Affiliation:
1. Department of Sociology and Social Policy Lingnan University Hong Kong Hong Kong
Abstract
AbstractThis paper aims to contribute to global social theory by contextualizing modernity/coloniality in East Asia. It begins with a reconstruction and evaluation of three sociological accounts of East Asian modernity, namely Kazuko Tsurumi's theory of endogenous development, Sun Liping's theory of communist civilization, and Chang Kyung Sup's theory of compressed modernity. Despite their insights, these theorists fail to transcend the Eurocentrism and methodological nationalism implicit in the paradigm of latecomer modernization.

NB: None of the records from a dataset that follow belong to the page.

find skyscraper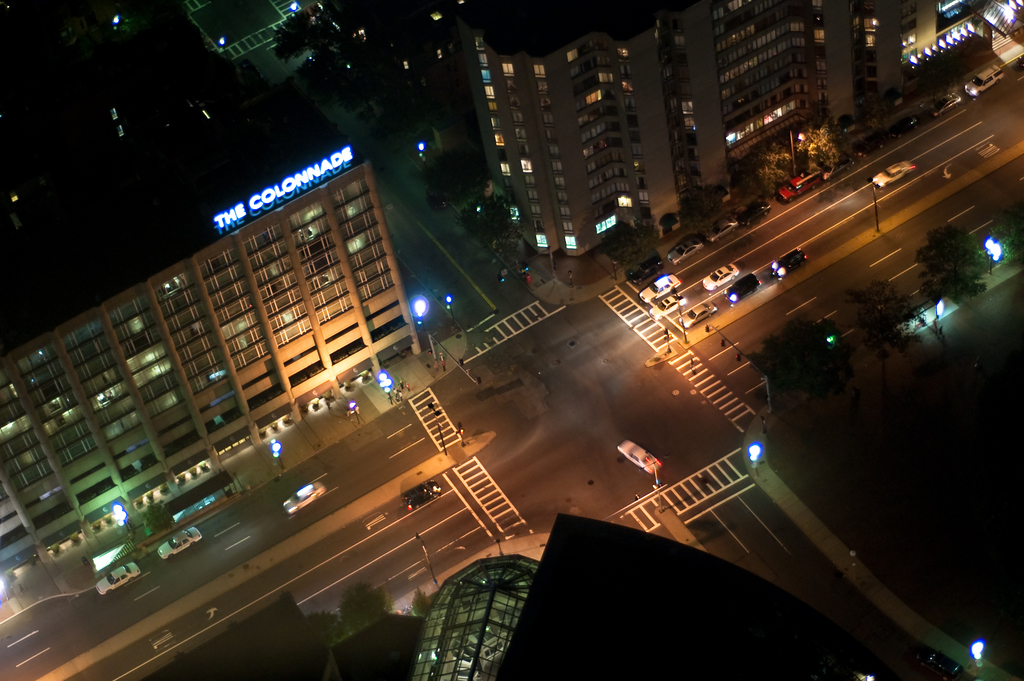
(left=1, top=103, right=424, bottom=602)
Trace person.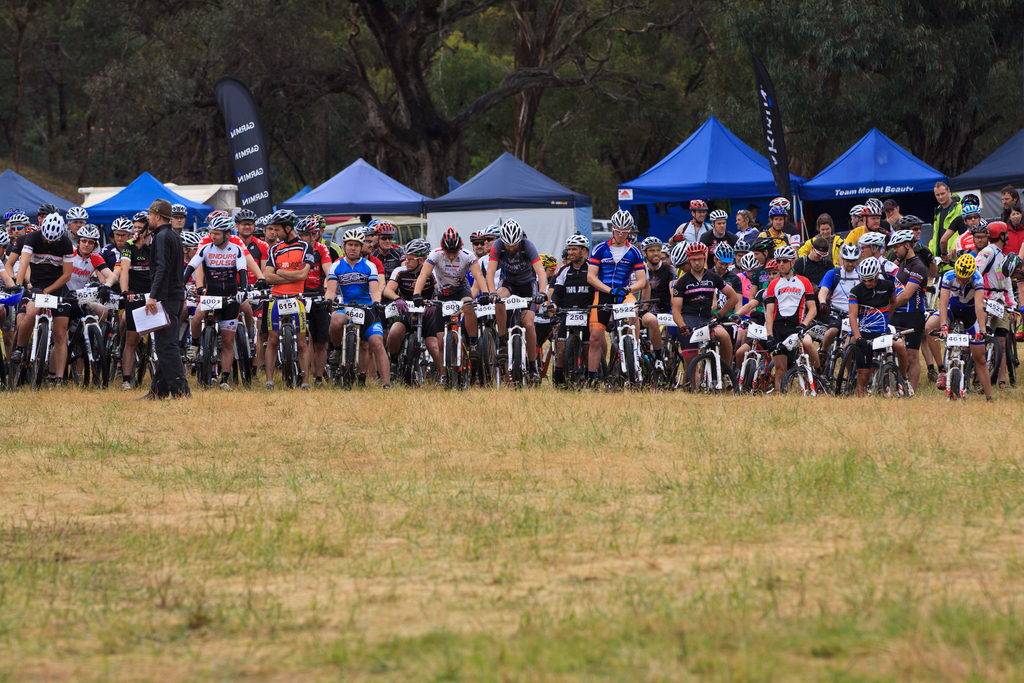
Traced to (left=61, top=217, right=106, bottom=317).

These problems can be better addressed by anti‐colonial perspectives, including Tani Barlow's colonial modernity, Chen Kuan‐Hsing's inter‐Asia, Xie Lizhong's post‐Western sociology, and Wang Mingming's civilizational anthropology. Yet European hegemony continues to define the spatiotemporal frame of these perspectives. To overcome the lingering problem of Eurocentrism, Laura Doyle's notion of inter‐imperiality is employed to highlight the power‐laden interaction and interdependence among imperial powers in the global and regional history of East Asia. This alternative approach, I argue, can shed new light on East Asian modernity and delineate its dialectical formation.